#160 √ invalid
Edwin V.

Rails application recipes

Reported by Edwin V. | May 9th, 2008 @ 07:51 PM

I'm wondering if you considered some kind of recipe for Rails applications. Every time we start a new Rails project in our company, we are taking the same steps: installing certain plugins, adding some custom rake tasks and executing svn actions to create a proper svn workspace. Wouldn't it be nice to apply some kind of application recipe when generating a new application with the 'rails' command?

The guys from Caboose created the Sample Rails application, which can be retrieved from SVN. I don't think storing a sample application in SVN is such a good idea, because of the versioning of the Rails code and plugins. When creating a new project, I often want the lastest Rails version and the most recent plugins and not be forced to update the sample repository first.

A recipe in the simplest form should contain a number of commands to execute, e.g.:

script/plugin install rspec
script/plugin install rspec_rails
rake svn:configure

In this way, the problem can easily be solved with a bash script. But I think a more high-level (YAML?) solution could also be nice:

plugins:
    rspec
    rspec_Rails
tasks:
    svn:configure

This recipe file should be passed as an argument to the rails script:

rails weblog --recipe=/home/edwin/rails_with_rspec.yaml

It is even possible to make it possible to give an URL as argument, but this might be a bit overkill.

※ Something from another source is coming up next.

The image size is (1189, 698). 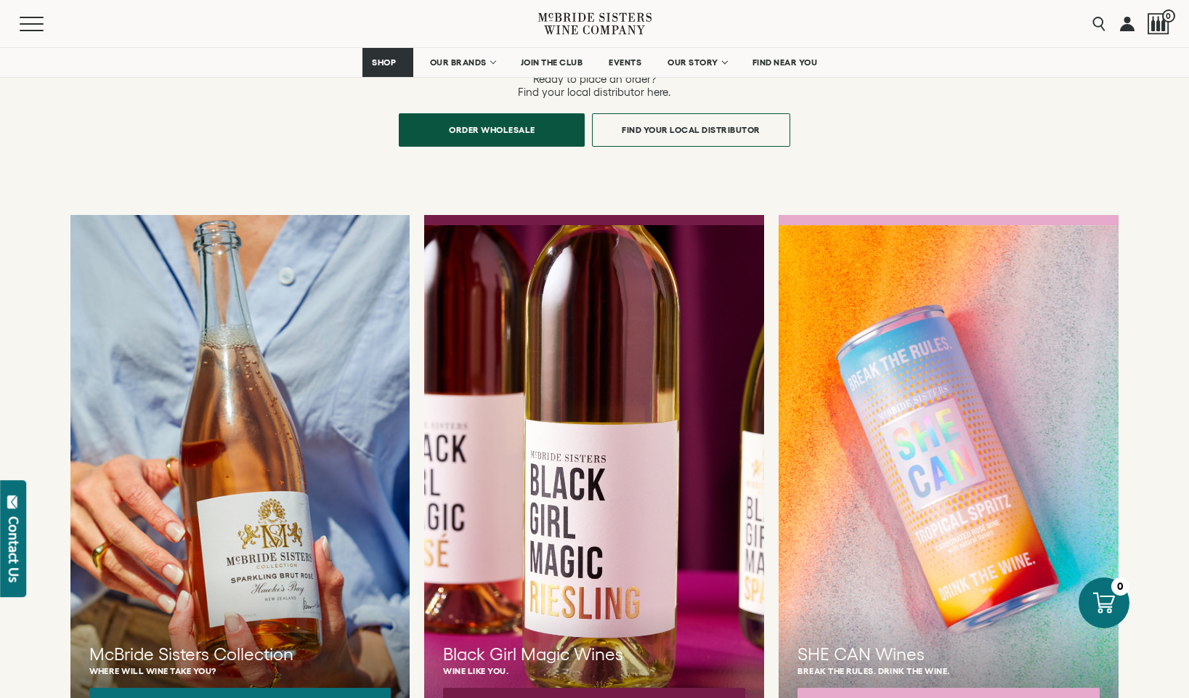 I want to click on a: OUR STORY, so click(x=697, y=62).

It can be nice though when someone wants to share his recipes or to share recipes within a company.

I'm willing to add the functionality to the Rails core with a patch, but would like to know if it is a feature that fits in the Rails vision and if more people think this is usable.

Comments and changes to this ticket

  • DHH

    DHH May 11th, 2008 @ 07:45 PM

    • → State changed from “new” to “invalid”

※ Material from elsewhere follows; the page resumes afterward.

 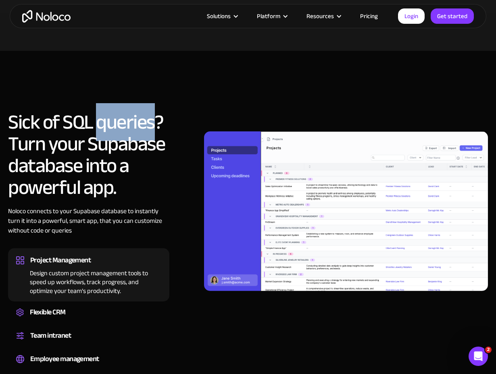 I want to click on a: Get started, so click(x=452, y=16).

    I think this is rather specific to a certain use case (many applications using exactly the same setup). I think it'd work better as a plugin for starters.

  • Edwin V.

    Edwin V. May 11th, 2008 @ 07:54 PM

    I don't totally agree with you David. It is not the case that many of my applications are using the same setup. I'm using for example RSpec and whatever the content or setup of the application I'm building is, I need the plugins. The same for plugins as exception_notification or mail_queue.

    But I do agree with you on your other point, a plugin would be a good starting solution as long as it is not sure more people are experiencing this problem.

  • court3nay

    court3nay May 11th, 2008 @ 08:21 PM

    Or, you could keep your blank-state application in Git, which would solve the upstream issue.

  • Sven Fuchs

    Sven Fuchs May 11th, 2008 @ 09:38 PM

    How about a bash script? Or a rake task?